How do you see the world?


This is an interesting comparison from David Hillis.

I still see a lot of Ego in the Eco diagram, since humans are the only species (out of 1.8 million species that have been described on Earth) that are represented twice, and over half of the species shown in that diagram are vertebrates like us (even though only about 5% of all described species are vertebrates). I made this version to emphasize that there is a lot of biodiversity on Earth, and all species are connected through our evolutionary history to single common ancestor. The tree shown under "EVO" represents species approximately in proportion to their described diversity, and the circular shape emphasizes that we are all equally distant from our common ancestor.

I still see a lot of Ego in the Eco diagram, since humans are the only species (out of 1.8 million species that have been described on Earth) that are represented twice, and over half of the species shown in that diagram are vertebrates like us (even though only about 5% of all described species are vertebrates). I made this version to emphasize that there is a lot of biodiversity on Earth, and all species are connected through our evolutionary history to single common ancestor. The tree shown under “EVO” represents species approximately in proportion to their described diversity, and the circular shape emphasizes that we are all equally distant from our common ancestor.

The EGO diagram is a somewhat accurate illustration of one common perspective that places humans, and especially male humans, at the top of a hierarchy…although I don’t think most people would place whales so high. Cats and dogs would be somewhere just below Noble Man, but distant animals that are rarely seen in day-to-day life wouldn’t rank so highly.

The ECO diagram is a step in the right direction, but as Hillis points out, it’s still grossly vertebrate-centric. But then, the ecologists I know wouldn’t favor that diagram, either — they’d stock it with trees and grasses and insects and bacteria and fungi.

The EVO diagram is the best of them all, but has the problem that it’s also the least easily understood and the most complicated. But then if you reduced it to a smaller number of branches to make it more graphically appealing, you’d have to choose where to prune, and unfortunately for us humans, we wouldn’t be represented at all on a fair and simplified illustration of biodiversity.

Comments

  1. says

    I looked before I read, and my eye went straight to EVO, glanced at the other two, and came to rest on EVO again. For whatever that’s worth.

  2. says

    If you prune the tree by ecological impact, I expect humans would at least show up. It’d probably be a useful representation of significance too, although working out exactly how much effect a given species has on the survival of other species sounds like a serious challenge.

  3. unclefrogy says

    if the diagrams are taken as a way to understand how we think about “nature” like “which illustration best describes nature? rank in order 1,2,3,”
    I would bet that most people would rank them as they are given, most people would not even understand the EVO diagram at all.
    uncle frogy

  4. says

    The EVO graphic looks like the cross section of a tree, which makes it all the more à propos.
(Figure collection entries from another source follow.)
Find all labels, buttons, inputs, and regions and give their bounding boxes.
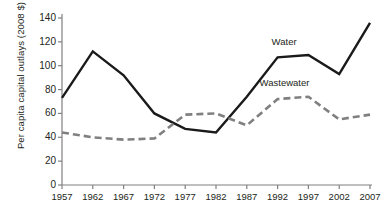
series-label-wastewater: Wastewater [260,78,310,88]
chart-container: Per capita capital outlays (2008 $) 0204… [0,0,390,214]
x-axis-tick-label: 2002 [329,192,350,202]
x-axis-tick-label: 1972 [144,192,165,202]
series-label-water: Water [272,37,297,47]
x-axis-tick-label: 1982 [205,192,226,202]
x-axis-tick-label: 1962 [82,192,103,202]
x-axis-tick-label: 1992 [267,192,288,202]
x-axis-tick-label: 1967 [113,192,134,202]
x-axis-tick-label: 1977 [175,192,196,202]
x-axis-tick-label: 1997 [298,192,319,202]
x-axis-tick-label: 2007 [359,192,380,202]
x-axis-tick-labels: 1957196219671972197719821987199219972002… [0,0,390,214]
x-axis-tick-label: 1987 [236,192,257,202]
x-axis-tick-label: 1957 [51,192,72,202]
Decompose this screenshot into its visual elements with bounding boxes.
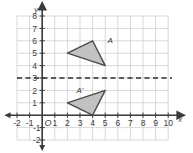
triangle-a-prime-label: A' (76, 86, 84, 95)
triangle-a-prime (67, 90, 105, 115)
x-tick-label-9: 9 (153, 118, 158, 128)
y-tick-label-5: 5 (32, 48, 37, 58)
y-axis-label: y (33, 5, 39, 14)
y-tick-label-3: 3 (32, 73, 37, 83)
triangle-a-label: A (107, 36, 113, 45)
x-tick-label-10: 10 (163, 118, 173, 128)
x-tick-label-5: 5 (103, 118, 108, 128)
y-tick-label-neg1: -1 (33, 123, 41, 133)
coordinate-plane: 8 7 6 5 4 3 2 1 -1 -2 -2 -1 1 2 3 4 5 6 … (0, 0, 193, 153)
x-axis-left-arrowhead (5, 112, 11, 118)
y-axis-bottom-arrowhead (39, 145, 45, 151)
x-tick-label-2: 2 (65, 118, 70, 128)
x-tick-label-3: 3 (78, 118, 83, 128)
x-tick-label-neg1: -1 (26, 118, 34, 128)
y-tick-label-7: 7 (32, 24, 37, 34)
y-tick-label-6: 6 (32, 36, 37, 46)
origin-label: O (45, 118, 52, 128)
x-tick-label-8: 8 (141, 118, 146, 128)
axes (5, 9, 179, 151)
x-tick-label-6: 6 (115, 118, 120, 128)
y-tick-label-2: 2 (32, 86, 37, 96)
triangle-a (67, 41, 105, 66)
y-tick-label-1: 1 (32, 98, 37, 108)
x-tick-label-neg2: -2 (13, 118, 21, 128)
x-tick-label-4: 4 (90, 118, 95, 128)
x-axis-label: x (177, 115, 182, 124)
y-tick-label-neg2: -2 (33, 135, 41, 145)
x-tick-label-7: 7 (128, 118, 133, 128)
y-tick-label-4: 4 (32, 61, 37, 71)
x-tick-label-1: 1 (52, 118, 57, 128)
coordinate-graph-figure: 8 7 6 5 4 3 2 1 -1 -2 -2 -1 1 2 3 4 5 6 … (0, 0, 193, 153)
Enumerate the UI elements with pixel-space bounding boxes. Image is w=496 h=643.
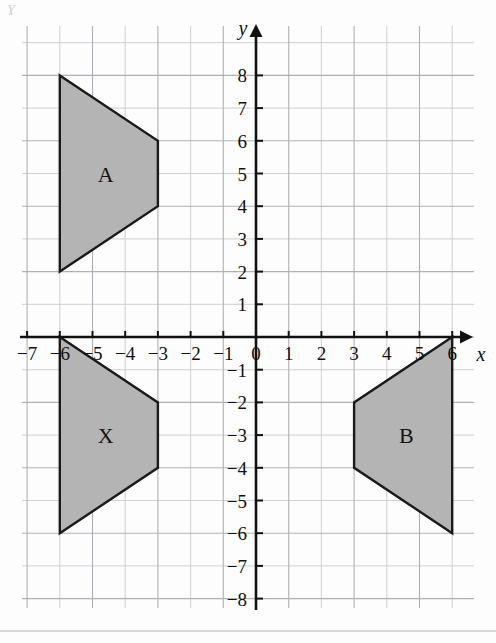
y-tick-label: −4 xyxy=(227,458,248,479)
y-tick-label: 8 xyxy=(238,65,248,86)
y-axis-label: y xyxy=(237,17,248,40)
x-tick-label: −6 xyxy=(50,343,70,364)
y-tick-label: −7 xyxy=(227,556,247,577)
x-axis-arrowhead xyxy=(460,331,473,344)
coordinate-plane-svg: −7−6−5−4−3−2−1012345687654321−1−2−3−4−5−… xyxy=(0,0,496,643)
y-tick-label: −5 xyxy=(227,491,247,512)
x-axis-label: x xyxy=(476,343,486,365)
axis-name-labels: xy xyxy=(237,17,486,365)
y-tick-label: −3 xyxy=(227,425,247,446)
y-tick-label: 6 xyxy=(238,131,248,152)
x-tick-label: 4 xyxy=(382,343,392,364)
x-tick-label: −2 xyxy=(180,343,200,364)
y-tick-label: −8 xyxy=(227,589,247,610)
x-tick-label: −3 xyxy=(148,343,168,364)
y-tick-label: −1 xyxy=(227,360,247,381)
x-tick-label: −4 xyxy=(115,343,136,364)
y-tick-label: 7 xyxy=(238,98,248,119)
x-tick-label: 2 xyxy=(317,343,327,364)
shape-label-a: A xyxy=(98,162,114,187)
x-tick-label: 5 xyxy=(415,343,425,364)
y-axis-arrowhead xyxy=(250,24,263,37)
shape-label-b: B xyxy=(399,423,414,448)
x-tick-label: 0 xyxy=(251,343,261,364)
y-tick-label: 5 xyxy=(238,164,248,185)
y-tick-label: −2 xyxy=(227,392,247,413)
scan-artifact-smudge: ɣ xyxy=(8,0,26,14)
y-tick-label: 4 xyxy=(238,196,248,217)
x-tick-label: 6 xyxy=(447,343,457,364)
coordinate-grid-figure: ɣ −7−6−5−4−3−2−1012345687654321−1−2−3−4−… xyxy=(0,0,496,643)
y-tick-label: 2 xyxy=(238,262,248,283)
y-tick-label: −6 xyxy=(227,523,247,544)
y-tick-label: 1 xyxy=(238,294,248,315)
page-bottom-edge xyxy=(0,630,496,632)
x-tick-label: 3 xyxy=(349,343,359,364)
y-tick-label: 3 xyxy=(238,229,248,250)
x-tick-label: −7 xyxy=(17,343,37,364)
shape-label-x: X xyxy=(98,423,114,448)
x-tick-label: 1 xyxy=(284,343,294,364)
x-tick-label: −5 xyxy=(82,343,102,364)
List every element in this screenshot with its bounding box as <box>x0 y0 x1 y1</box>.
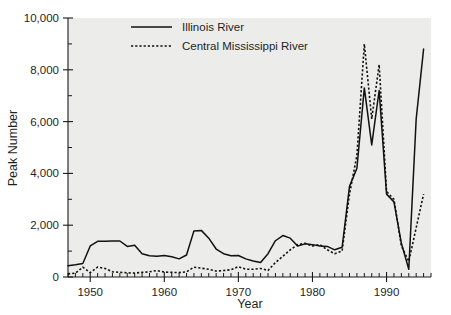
chart-figure: 02,0004,0006,0008,00010,000 195019601970… <box>0 0 451 315</box>
y-tick-label: 6,000 <box>30 116 59 128</box>
y-tick-label: 10,000 <box>24 12 59 24</box>
legend-label-illinois-river: Illinois River <box>182 21 244 33</box>
y-tick-label: 8,000 <box>30 64 59 76</box>
plot-area-background <box>68 18 431 277</box>
y-tick-label: 2,000 <box>30 219 59 231</box>
x-tick-label: 1950 <box>77 286 103 298</box>
x-tick-label: 1990 <box>374 286 400 298</box>
peak-number-line-chart: 02,0004,0006,0008,00010,000 195019601970… <box>0 0 451 315</box>
x-axis-title: Year <box>237 297 262 311</box>
y-tick-label: 4,000 <box>30 167 59 179</box>
x-tick-label: 1960 <box>152 286 178 298</box>
y-axis-title: Peak Number <box>6 110 20 186</box>
legend-label-central-mississippi-river: Central Mississippi River <box>182 40 308 52</box>
x-tick-label: 1980 <box>300 286 326 298</box>
y-tick-label: 0 <box>53 271 59 283</box>
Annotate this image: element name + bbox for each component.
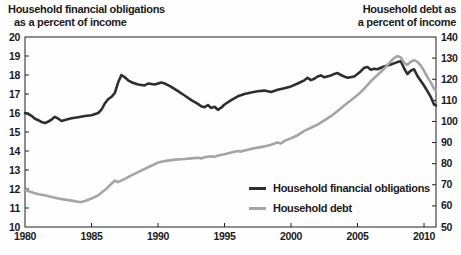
y-right-tick-label: 60 xyxy=(441,199,453,211)
chart-legend: Household financial obligations Househol… xyxy=(249,178,430,218)
y-left-tick-label: 20 xyxy=(9,31,21,43)
x-tick-label: 2000 xyxy=(280,230,303,242)
y-right-tick-label: 100 xyxy=(441,115,458,127)
y-left-tick-label: 13 xyxy=(9,164,21,176)
legend-label-financial-obligations: Household financial obligations xyxy=(273,182,430,194)
y-right-tick-label: 90 xyxy=(441,136,453,148)
y-right-tick-label: 140 xyxy=(441,31,458,43)
debt-line-swatch xyxy=(249,207,266,210)
y-right-tick-label: 110 xyxy=(441,94,457,106)
x-tick-label: 2010 xyxy=(413,230,436,242)
y-right-tick-label: 130 xyxy=(441,52,458,64)
x-tick-label: 2005 xyxy=(346,230,369,242)
y-left-tick-label: 12 xyxy=(9,183,21,195)
y-left-tick-label: 11 xyxy=(10,202,21,214)
legend-item-financial-obligations: Household financial obligations xyxy=(249,178,430,198)
series-line-financial-obligations xyxy=(25,61,436,123)
y-left-tick-label: 16 xyxy=(9,107,21,119)
y-left-tick-label: 17 xyxy=(9,88,21,100)
y-right-tick-label: 80 xyxy=(441,157,453,169)
x-tick-label: 1990 xyxy=(147,230,170,242)
x-tick-label: 1980 xyxy=(14,230,37,242)
obligations-line-swatch xyxy=(249,187,266,190)
legend-item-household-debt: Household debt xyxy=(249,198,430,218)
y-right-tick-label: 50 xyxy=(441,221,453,233)
y-right-tick-label: 120 xyxy=(441,73,458,85)
x-tick-label: 1995 xyxy=(213,230,236,242)
y-left-tick-label: 14 xyxy=(9,145,21,157)
y-left-tick-label: 19 xyxy=(9,50,21,62)
chart-figure: Household financial obligations as a per… xyxy=(0,0,461,255)
y-right-tick-label: 70 xyxy=(441,178,453,190)
y-left-tick-label: 15 xyxy=(9,126,21,138)
legend-label-household-debt: Household debt xyxy=(273,202,352,214)
x-tick-label: 1985 xyxy=(80,230,103,242)
y-left-tick-label: 18 xyxy=(9,69,21,81)
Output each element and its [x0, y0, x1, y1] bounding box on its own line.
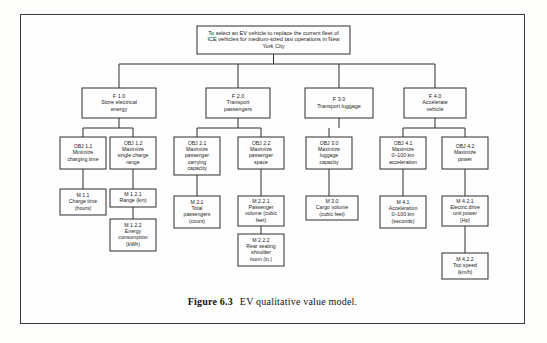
figure-frame [20, 14, 525, 324]
caption-text: EV qualitative value model. [240, 296, 357, 307]
figure-container: To select an EV vehicle to replace the c… [0, 0, 547, 343]
caption-label: Figure 6.3 [188, 296, 233, 307]
figure-caption: Figure 6.3EV qualitative value model. [20, 296, 525, 307]
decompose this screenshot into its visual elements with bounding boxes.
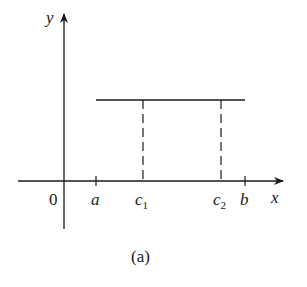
diagram-canvas: y 0 a c1 c2 b x (a) <box>0 0 307 287</box>
y-axis-label: y <box>44 8 54 27</box>
origin-label: 0 <box>49 190 58 209</box>
tick-label-c2: c2 <box>213 190 226 211</box>
tick-label-a: a <box>91 190 100 209</box>
tick-label-c1: c1 <box>135 190 148 211</box>
tick-label-b: b <box>240 190 249 209</box>
x-axis-label: x <box>270 188 279 207</box>
caption: (a) <box>131 247 150 266</box>
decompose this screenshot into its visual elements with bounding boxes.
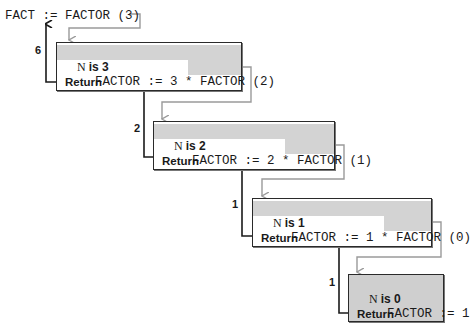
- frame-header: N is 0: [349, 277, 443, 292]
- activation-frame-n1: N is 1 FACTOR := 1 * FACTOR (0) Return: [252, 198, 432, 247]
- activation-frame-n0: N is 0 FACTOR := 1 Return: [348, 274, 444, 322]
- return-arrow-0: [46, 24, 56, 82]
- return-value-label-3: 1: [329, 276, 335, 288]
- return-text: Return: [57, 75, 241, 90]
- frame-statement: FACTOR := 3 * FACTOR (2): [57, 60, 241, 75]
- activation-frame-n3: N is 3 FACTOR := 3 * FACTOR (2) Return: [56, 42, 242, 91]
- initial-call: FACT := FACTOR (3): [5, 9, 140, 23]
- frame-statement: FACTOR := 2 * FACTOR (1): [154, 139, 334, 154]
- return-value-label-1: 2: [134, 122, 140, 134]
- return-value-label-0: 6: [35, 44, 41, 56]
- return-value-label-2: 1: [232, 198, 238, 210]
- frame-header: N is 3: [57, 45, 241, 60]
- return-text: Return: [349, 307, 443, 322]
- frame-header: N is 1: [253, 201, 431, 216]
- activation-frame-n2: N is 2 FACTOR := 2 * FACTOR (1) Return: [153, 121, 335, 170]
- return-text: Return: [154, 154, 334, 169]
- frame-statement: FACTOR := 1: [349, 292, 443, 307]
- frame-header: N is 2: [154, 124, 334, 139]
- return-text: Return: [253, 231, 431, 246]
- frame-statement: FACTOR := 1 * FACTOR (0): [253, 216, 431, 231]
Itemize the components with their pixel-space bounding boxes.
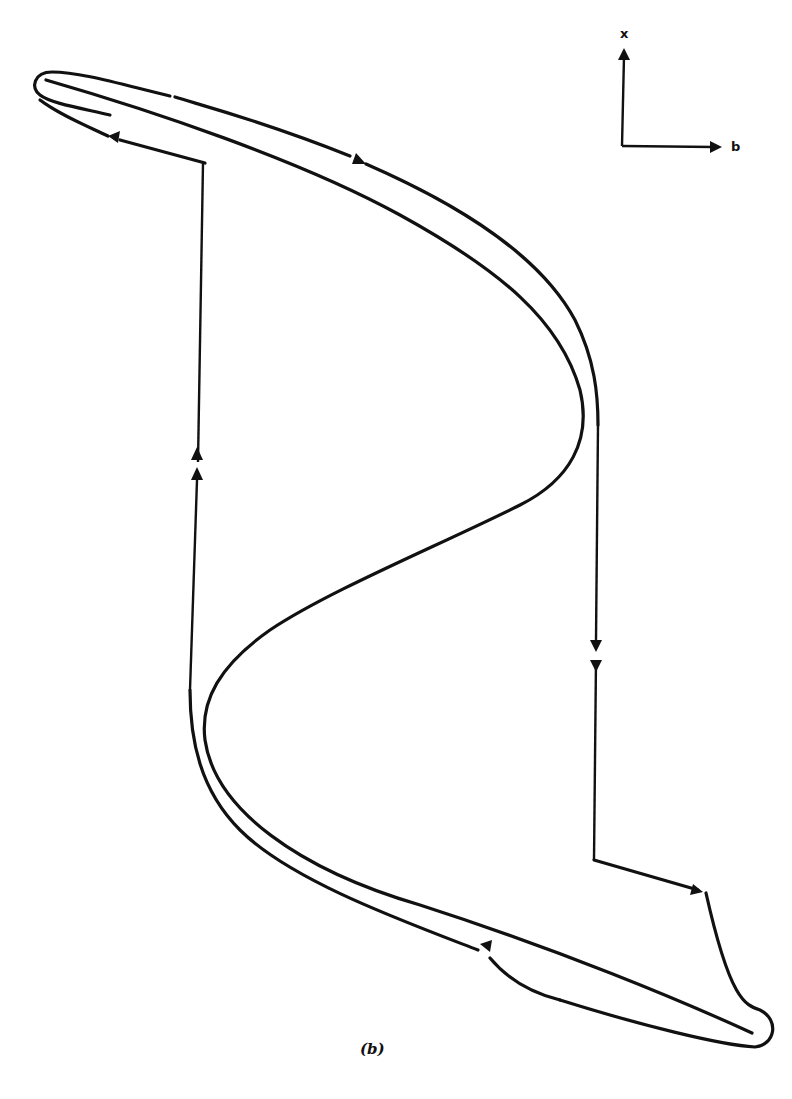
arrow-up-left-2-icon xyxy=(191,467,203,480)
b-axis-label: b xyxy=(731,139,740,154)
x-axis-label: x xyxy=(620,26,628,41)
figure-caption: (b) xyxy=(360,1040,385,1058)
arrow-left-upper-icon xyxy=(108,131,120,143)
x-axis-arrow-line xyxy=(622,56,624,146)
b-axis-arrowhead-icon xyxy=(710,141,722,153)
arrow-right-lower-icon xyxy=(690,884,703,895)
arrow-right-upper-icon xyxy=(352,153,366,164)
left-jump-line xyxy=(190,480,197,690)
arrow-down-right-2-icon xyxy=(590,660,602,672)
lower-right-segment xyxy=(594,860,698,890)
right-jump-line-2 xyxy=(594,660,596,860)
lower-outer-path xyxy=(490,958,560,1000)
b-axis-arrow-line xyxy=(622,146,714,147)
left-jump-line-2 xyxy=(198,163,203,462)
upper-return-path xyxy=(120,140,205,163)
right-jump-line xyxy=(596,425,598,640)
upper-outer-path xyxy=(175,97,350,156)
x-axis-arrowhead-icon xyxy=(618,48,630,60)
arrow-up-left-1-icon xyxy=(191,447,203,460)
hysteresis-diagram xyxy=(0,0,792,1099)
upper-outer-path-2 xyxy=(366,164,598,425)
arrow-left-lower-icon xyxy=(480,940,492,952)
s-curve xyxy=(46,80,752,1033)
lower-right-segment-2 xyxy=(560,893,773,1047)
arrow-down-right-1-icon xyxy=(590,640,602,652)
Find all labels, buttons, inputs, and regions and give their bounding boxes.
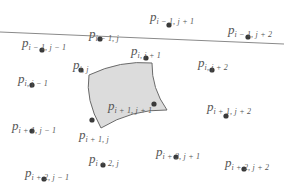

    Changing people’s view from ECO to EVO is like teaching people alternate forms of the periodic table. People have one way of thinking so ingrained into them that they are resistant to and unwilling to see another, even if there may be a better way.

    http://www.meta-synthesis.com/webbook/35_pt/postcard.png

    http://www.chemistryland.com/CHM151W/02-Atoms/Chaos/SpiralTable.jpg

  5. khms says

    #4 left0ver1under

    the periodic table. People have one way of thinking so ingrained into them that they are resistant to and unwilling to see another, even if there may be a better way.

    http://www.meta-synthesis.com/webbook/35_pt/postcard.png

    http://www.chemistryland.com/CHM151W/02-Atoms/Chaos/SpiralTable.jpg

    I looked at the first, and immediately went “Oh, that’s much better than the traditional thing, it’s much more obvious how the orbital stuff affects all this, nice”. (It’s been approximately 40 years since I learned that.)

    Then I looked at the second, squinted a bit, and decided that no, that one really doesn’t work. It’s even worse than the traditional table, in that it represents latter classes as exceptions to the general rule, when they most definitely aren’t.

  6. randommonster says

    Wow, where can I find a super high-res version of that EVO diagram? The thumbnail is intriguing!

  7. says

    One or more of the three depending on the needs of the moment.

    EGO has driven a lot of how we have set up our societies and is reflective of how our brains tend to function (self-referencing) so a human centered view is useful to a point. Come to think of it, doesn’t that fold EGO into EVO?

    ECO is useful for how we actually fit into the the world now, and how we (and other things) fit into it at individual slices of time in the past.

    EVO is useful for how we relate to all the other things I referenced in ECO, and for finding all the common denominators for how and why it is and works the way that it does.